In or near the moon’s orbit, there exist a few spots, called Lagrange points, where an object is pulled neither to the moon nor to Earth. A space station orbiting one of these points could stay in place for a long time without floating away.

Eventually, Pat Troutman told me, one of those areas could serve as a harbor for ships going out farther into the universe, a sort of Rotterdam of the solar system. Resupplying and refueling would be costly from Earth, but, aided by robots, astronauts could pull a large boulder from an asteroid, tow it to a stable area, and mine it for water and oxygen, which could be turned into rocket propellant, Troutman said.

The dwarf planet Ceres, the largest object in the asteroid belt, may have big reserves of water, making it a potential base for more refueling, Troutman told me. And if Mars turns out to be uninhabitable, the Jovian system—Jupiter and its moons—might be a good alternative, he said. It, too, has water, and is largely protected from the sun’s radiation.

The universe contains an almost incomprehensible number of stars—our galaxy alone has hundreds of billions, and there exist hundreds of billions of galaxies—and an even greater number of planets. Current technology isn’t very good at determining which of those planets might be habitable—or already inhabited, Sara Seager, a professor of planetary science and physics at MIT, told me. But our view of the galaxy could become a little clearer in 2018 with the launch of the $9 billion James Webb Space Telescope. It will sit 1 million miles from Earth, where it will search for gases that look out of place in the atmospheres of other planets, signaling vapors that might be produced by other life-forms.

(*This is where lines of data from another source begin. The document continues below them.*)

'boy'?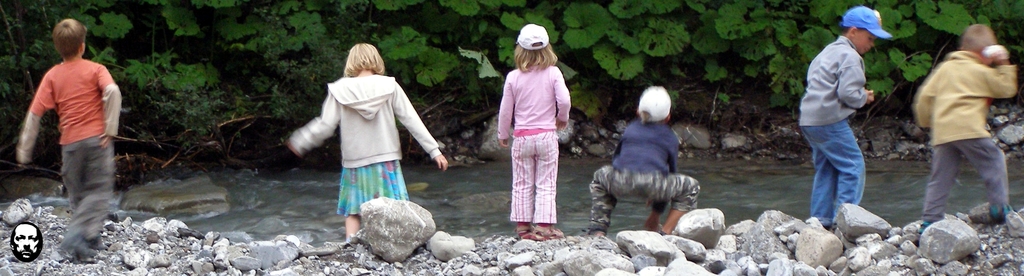
[left=19, top=17, right=123, bottom=260]
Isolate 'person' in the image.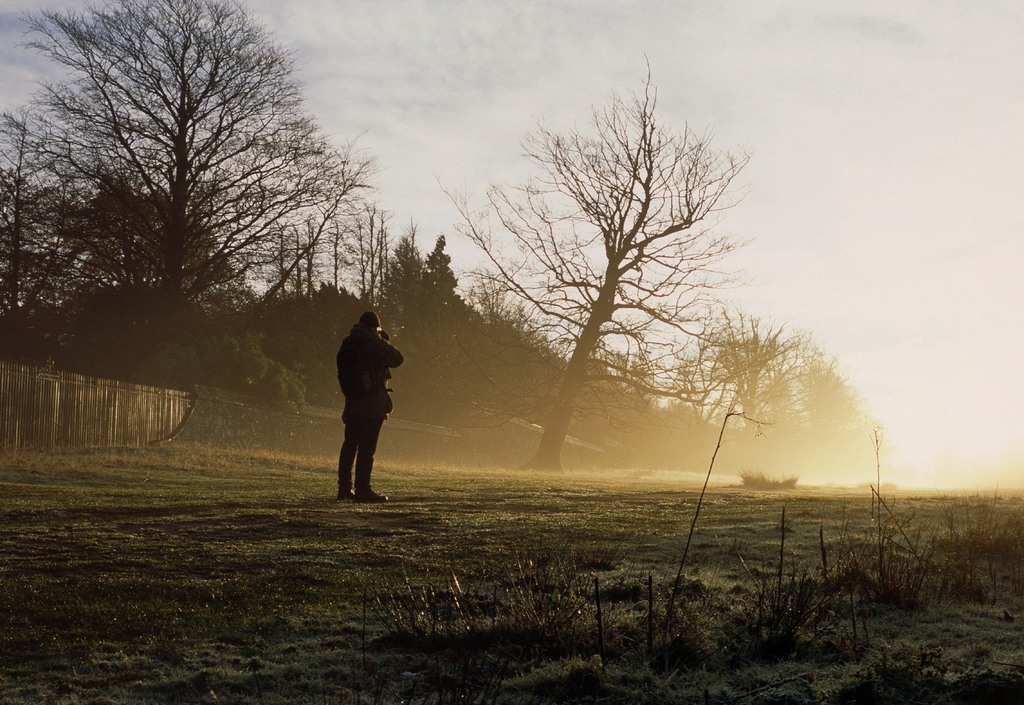
Isolated region: box=[320, 307, 399, 500].
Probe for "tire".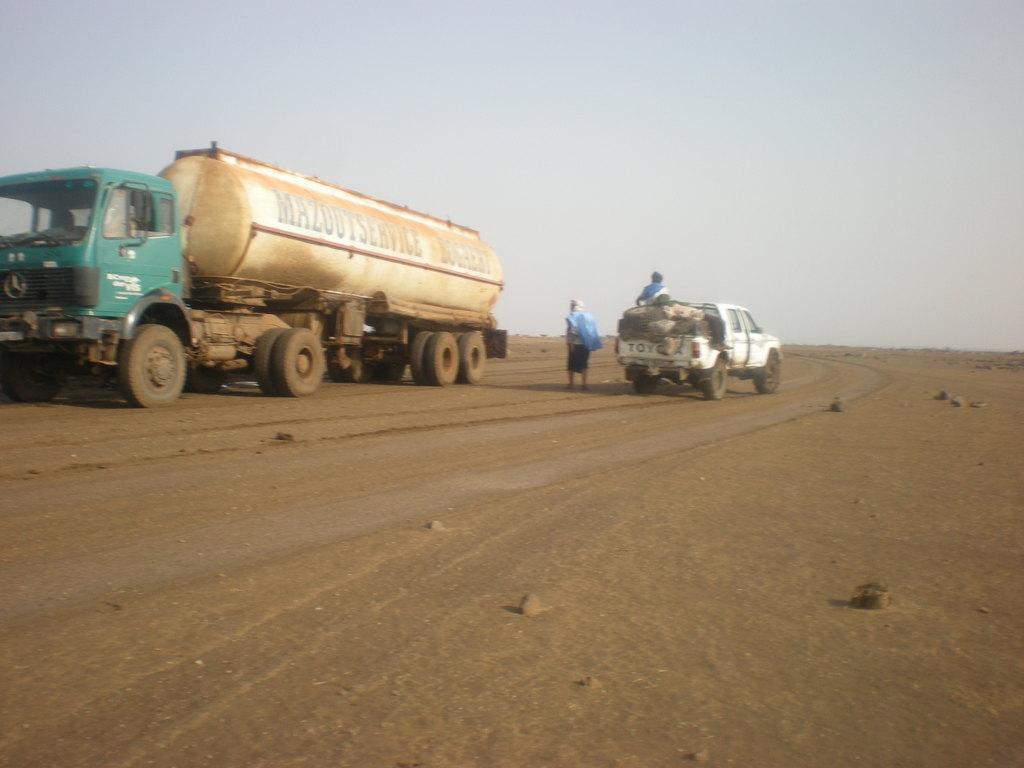
Probe result: <bbox>634, 376, 657, 392</bbox>.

Sending a probe is likely the only way to know for sure whether extraterrestrial species exist. But even traveling at one-tenth the speed of light, which some physicists believe might be possible, getting to the nearest star—25 trillion miles away—would take about 43 years. (Getting to the moon at that speed, by comparison, would take about 13 seconds.)

Some physicists theorize that humans could one day get to far-off stars faster by warping space-time—essentially pushing a spacecraft forward by rapidly expanding the empty space behind it. The theory is unproved, and the process would require massive amounts of energy. Still, many scientists remain optimistic about the possibility of a manned mission beyond our solar system. “I have no doubt it’s going to happen,” Troutman said. “Just maybe not in my lifetime.”

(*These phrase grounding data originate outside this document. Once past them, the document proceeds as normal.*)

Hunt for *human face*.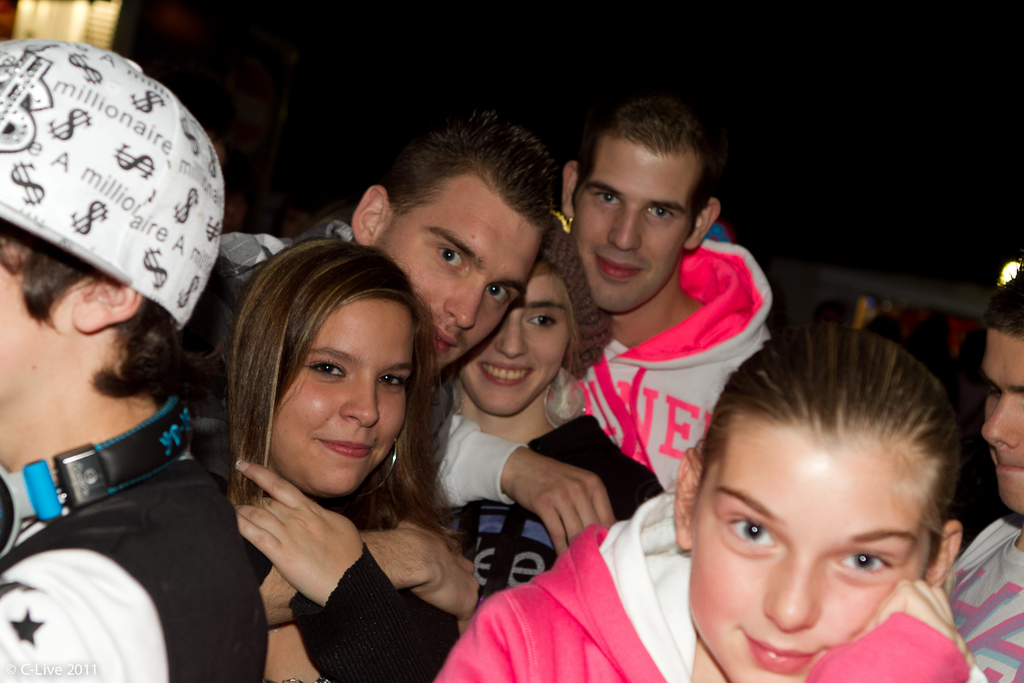
Hunted down at locate(383, 178, 551, 370).
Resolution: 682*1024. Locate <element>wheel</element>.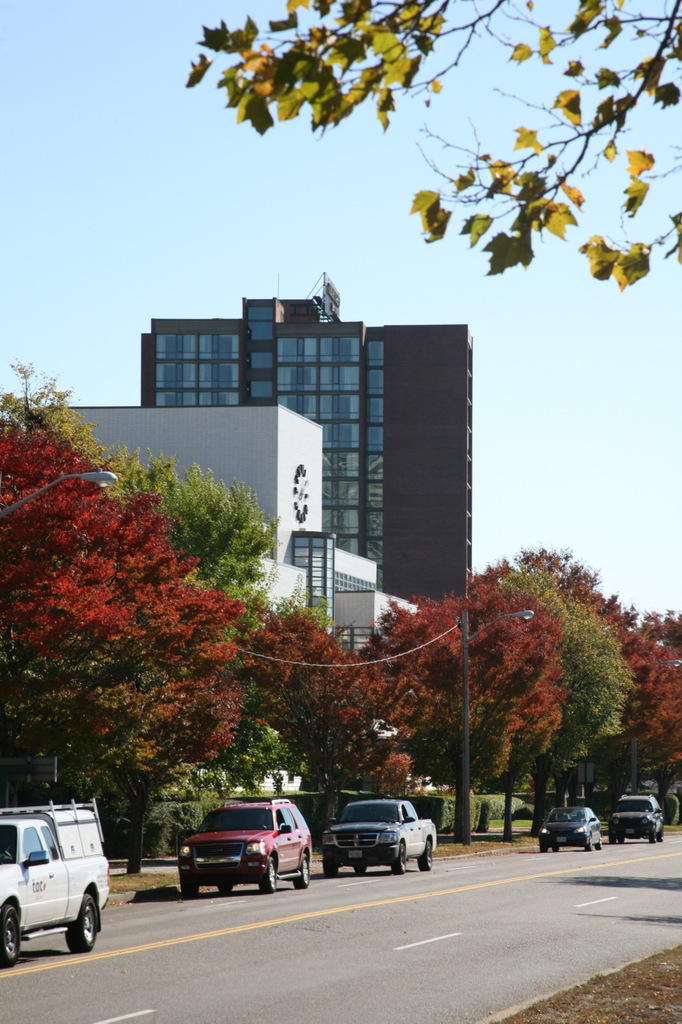
rect(180, 881, 197, 898).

A Brief Chronicle of Life in Space
130 B.C: Hipparchus, a Greek astronomer, draws the first accurate map the stars.
1869: Edward Everett Hale’s story “The Brick Moon,” published serially in this magazine, is believed to be the first fictional account of a space colony.
1918: The rocket scientist Robert Goddard lays out a plan for space colonization. He seals his notes, and they’re not published for 50 years.
1947:Fruit flies are the first creatures to leave Earth’s atmosphere.
1969: Neil Armstrong and Buzz Aldrin walk on the moon.
1998: Construction begins on the International Space Station.
2051: The first Mars colony is established.
Alana Semuels is a former staff writer at The Atlantic.